Sphenopholis obtusata

Prairie wedge grass

Family: Poaceae · Type: perennial · Native

Conservation status: CNPS 2B.2

Prairie wedge grass is a California native perennial found in northern Sierra Nevada Foothills, southern Sierra Nevada, northeastern Santa Ana River region, San Bernardo Mountains, and southern-central Peninsular Ranges in wet meadows, streambanks, and pond environments at elevations of 240 to 2,870 meters. Flowering from April to June, this grass produces delicate pale green to light brown spikelets 2 to 5 millimeters long in compact, generally erect inflorescences. Growing with slender stems 20 to 80 centimeters tall, it develops flat leaf blades 5 to 8 centimeters long with glabrous to slightly rough sheaths. Its leaves feature distinctive jagged-tipped ligules 1 to 4 millimeters long, characteristic of this elegant grassland species. The plant occasionally flowers in its first year, with lower spikelets having acute, linear lower glumes and widely obovate upper glumes.

Habitat: Wet meadows, streambanks, ponds

Bloom period: Apr-Jun

Elevation: 240-2870 m

Bioregions: n SNF (Amador Co.), s SNH (Fresno Co.), ne SCo (Santa Ana River), SnBr, s-c PR (Cuyamaca Mtns), SNE

California counties: San Bernardino, Amador, Riverside, Inyo, San Diego, Orange, Mono, Tulare, Fresno, Stanislaus

Data from The California Species Project — 14,000+ California species with verified data from CNPS, CDFW, USFWS, Jepson eFlora, Cal-IPC, and more.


The data below should be repeated exactly and in full.

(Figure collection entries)
****************************************

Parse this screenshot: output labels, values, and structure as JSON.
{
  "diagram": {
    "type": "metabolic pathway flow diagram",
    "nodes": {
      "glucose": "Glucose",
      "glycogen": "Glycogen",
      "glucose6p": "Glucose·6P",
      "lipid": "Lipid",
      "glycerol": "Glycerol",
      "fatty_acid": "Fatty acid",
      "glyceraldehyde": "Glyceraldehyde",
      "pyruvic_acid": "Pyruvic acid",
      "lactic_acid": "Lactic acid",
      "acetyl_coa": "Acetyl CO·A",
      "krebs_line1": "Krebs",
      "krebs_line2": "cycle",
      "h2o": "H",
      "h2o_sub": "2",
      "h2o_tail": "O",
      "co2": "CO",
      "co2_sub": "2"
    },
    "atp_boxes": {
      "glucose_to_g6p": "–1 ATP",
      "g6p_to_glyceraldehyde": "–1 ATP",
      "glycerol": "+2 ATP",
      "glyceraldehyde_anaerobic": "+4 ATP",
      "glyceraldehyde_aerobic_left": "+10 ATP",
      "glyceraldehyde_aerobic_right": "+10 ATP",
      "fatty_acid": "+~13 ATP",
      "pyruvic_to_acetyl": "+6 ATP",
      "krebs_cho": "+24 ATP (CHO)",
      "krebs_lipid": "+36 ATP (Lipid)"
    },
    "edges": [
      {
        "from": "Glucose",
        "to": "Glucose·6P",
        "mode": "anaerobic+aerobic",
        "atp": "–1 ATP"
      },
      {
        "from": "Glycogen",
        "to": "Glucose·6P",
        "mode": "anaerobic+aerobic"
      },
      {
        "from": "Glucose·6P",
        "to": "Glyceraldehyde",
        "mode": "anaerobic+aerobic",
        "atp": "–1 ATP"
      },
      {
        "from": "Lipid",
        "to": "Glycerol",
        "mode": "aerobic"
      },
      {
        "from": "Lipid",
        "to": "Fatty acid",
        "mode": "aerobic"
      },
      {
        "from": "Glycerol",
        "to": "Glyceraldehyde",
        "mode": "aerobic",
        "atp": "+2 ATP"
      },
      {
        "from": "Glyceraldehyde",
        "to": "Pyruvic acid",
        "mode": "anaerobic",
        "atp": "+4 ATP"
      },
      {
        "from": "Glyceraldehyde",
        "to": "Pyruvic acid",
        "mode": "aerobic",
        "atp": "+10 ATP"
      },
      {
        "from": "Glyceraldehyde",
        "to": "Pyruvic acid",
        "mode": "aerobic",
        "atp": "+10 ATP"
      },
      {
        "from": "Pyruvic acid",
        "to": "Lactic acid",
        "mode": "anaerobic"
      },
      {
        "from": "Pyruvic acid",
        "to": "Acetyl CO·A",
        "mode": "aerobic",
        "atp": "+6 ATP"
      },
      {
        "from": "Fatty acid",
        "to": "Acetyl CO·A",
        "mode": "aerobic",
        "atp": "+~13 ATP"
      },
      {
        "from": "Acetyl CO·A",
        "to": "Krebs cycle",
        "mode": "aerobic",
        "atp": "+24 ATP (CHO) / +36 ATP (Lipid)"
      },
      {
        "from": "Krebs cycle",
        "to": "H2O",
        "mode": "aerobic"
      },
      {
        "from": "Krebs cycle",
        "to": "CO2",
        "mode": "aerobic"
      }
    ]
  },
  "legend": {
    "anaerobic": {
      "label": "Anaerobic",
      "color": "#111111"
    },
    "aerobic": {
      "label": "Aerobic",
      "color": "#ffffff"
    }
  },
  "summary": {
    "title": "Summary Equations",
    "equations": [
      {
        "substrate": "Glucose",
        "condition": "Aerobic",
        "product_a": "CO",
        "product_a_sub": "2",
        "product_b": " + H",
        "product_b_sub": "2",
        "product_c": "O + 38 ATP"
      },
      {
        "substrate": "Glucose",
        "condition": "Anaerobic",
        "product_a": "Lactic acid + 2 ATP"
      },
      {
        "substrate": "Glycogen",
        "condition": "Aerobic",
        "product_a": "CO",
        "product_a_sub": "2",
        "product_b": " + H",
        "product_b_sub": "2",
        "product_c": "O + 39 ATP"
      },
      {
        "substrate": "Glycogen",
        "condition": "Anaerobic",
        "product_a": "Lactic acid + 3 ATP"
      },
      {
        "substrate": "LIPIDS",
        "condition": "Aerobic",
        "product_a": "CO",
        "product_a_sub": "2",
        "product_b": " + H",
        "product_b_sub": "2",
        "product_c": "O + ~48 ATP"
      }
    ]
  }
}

****************************************

Answer to this task:
Parse this screenshot: output labels, values, and structure as JSON.
{
  "diagram": {
    "type": "metabolic pathway flow diagram",
    "nodes": {
      "glucose": "Glucose",
      "glycogen": "Glycogen",
      "glucose6p": "Glucose·6P",
      "lipid": "Lipid",
      "glycerol": "Glycerol",
      "fatty_acid": "Fatty acid",
      "glyceraldehyde": "Glyceraldehyde",
      "pyruvic_acid": "Pyruvic acid",
      "lactic_acid": "Lactic acid",
      "acetyl_coa": "Acetyl CO·A",
      "krebs_line1": "Krebs",
      "krebs_line2": "cycle",
      "h2o": "H",
      "h2o_sub": "2",
      "h2o_tail": "O",
      "co2": "CO",
      "co2_sub": "2"
    },
    "atp_boxes": {
      "glucose_to_g6p": "–1 ATP",
      "g6p_to_glyceraldehyde": "–1 ATP",
      "glycerol": "+2 ATP",
      "glyceraldehyde_anaerobic": "+4 ATP",
      "glyceraldehyde_aerobic_left": "+10 ATP",
      "glyceraldehyde_aerobic_right": "+10 ATP",
      "fatty_acid": "+~13 ATP",
      "pyruvic_to_acetyl": "+6 ATP",
      "krebs_cho": "+24 ATP (CHO)",
      "krebs_lipid": "+36 ATP (Lipid)"
    },
    "edges": [
      {
        "from": "Glucose",
        "to": "Glucose·6P",
        "mode": "anaerobic+aerobic",
        "atp": "–1 ATP"
      },
      {
        "from": "Glycogen",
        "to": "Glucose·6P",
        "mode": "anaerobic+aerobic"
      },
      {
        "from": "Glucose·6P",
        "to": "Glyceraldehyde",
        "mode": "anaerobic+aerobic",
        "atp": "–1 ATP"
      },
      {
        "from": "Lipid",
        "to": "Glycerol",
        "mode": "aerobic"
      },
      {
        "from": "Lipid",
        "to": "Fatty acid",
        "mode": "aerobic"
      },
      {
        "from": "Glycerol",
        "to": "Glyceraldehyde",
        "mode": "aerobic",
        "atp": "+2 ATP"
      },
      {
        "from": "Glyceraldehyde",
        "to": "Pyruvic acid",
        "mode": "anaerobic",
        "atp": "+4 ATP"
      },
      {
        "from": "Glyceraldehyde",
        "to": "Pyruvic acid",
        "mode": "aerobic",
        "atp": "+10 ATP"
      },
      {
        "from": "Glyceraldehyde",
        "to": "Pyruvic acid",
        "mode": "aerobic",
        "atp": "+10 ATP"
      },
      {
        "from": "Pyruvic acid",
        "to": "Lactic acid",
        "mode": "anaerobic"
      },
      {
        "from": "Pyruvic acid",
        "to": "Acetyl CO·A",
        "mode": "aerobic",
        "atp": "+6 ATP"
      },
      {
        "from": "Fatty acid",
        "to": "Acetyl CO·A",
        "mode": "aerobic",
        "atp": "+~13 ATP"
      },
      {
        "from": "Acetyl CO·A",
        "to": "Krebs cycle",
        "mode": "aerobic",
        "atp": "+24 ATP (CHO) / +36 ATP (Lipid)"
      },
      {
        "from": "Krebs cycle",
        "to": "H2O",
        "mode": "aerobic"
      },
      {
        "from": "Krebs cycle",
        "to": "CO2",
        "mode": "aerobic"
      }
    ]
  },
  "legend": {
    "anaerobic": {
      "label": "Anaerobic",
      "color": "#111111"
    },
    "aerobic": {
      "label": "Aerobic",
      "color": "#ffffff"
    }
  },
  "summary": {
    "title": "Summary Equations",
    "equations": [
      {
        "substrate": "Glucose",
        "condition": "Aerobic",
        "product_a": "CO",
        "product_a_sub": "2",
        "product_b": " + H",
        "product_b_sub": "2",
        "product_c": "O + 38 ATP"
      },
      {
        "substrate": "Glucose",
        "condition": "Anaerobic",
        "product_a": "Lactic acid + 2 ATP"
      },
      {
        "substrate": "Glycogen",
        "condition": "Aerobic",
        "product_a": "CO",
        "product_a_sub": "2",
        "product_b": " + H",
        "product_b_sub": "2",
        "product_c": "O + 39 ATP"
      },
      {
        "substrate": "Glycogen",
        "condition": "Anaerobic",
        "product_a": "Lactic acid + 3 ATP"
      },
      {
        "substrate": "LIPIDS",
        "condition": "Aerobic",
        "product_a": "CO",
        "product_a_sub": "2",
        "product_b": " + H",
        "product_b_sub": "2",
        "product_c": "O + ~48 ATP"
      }
    ]
  }
}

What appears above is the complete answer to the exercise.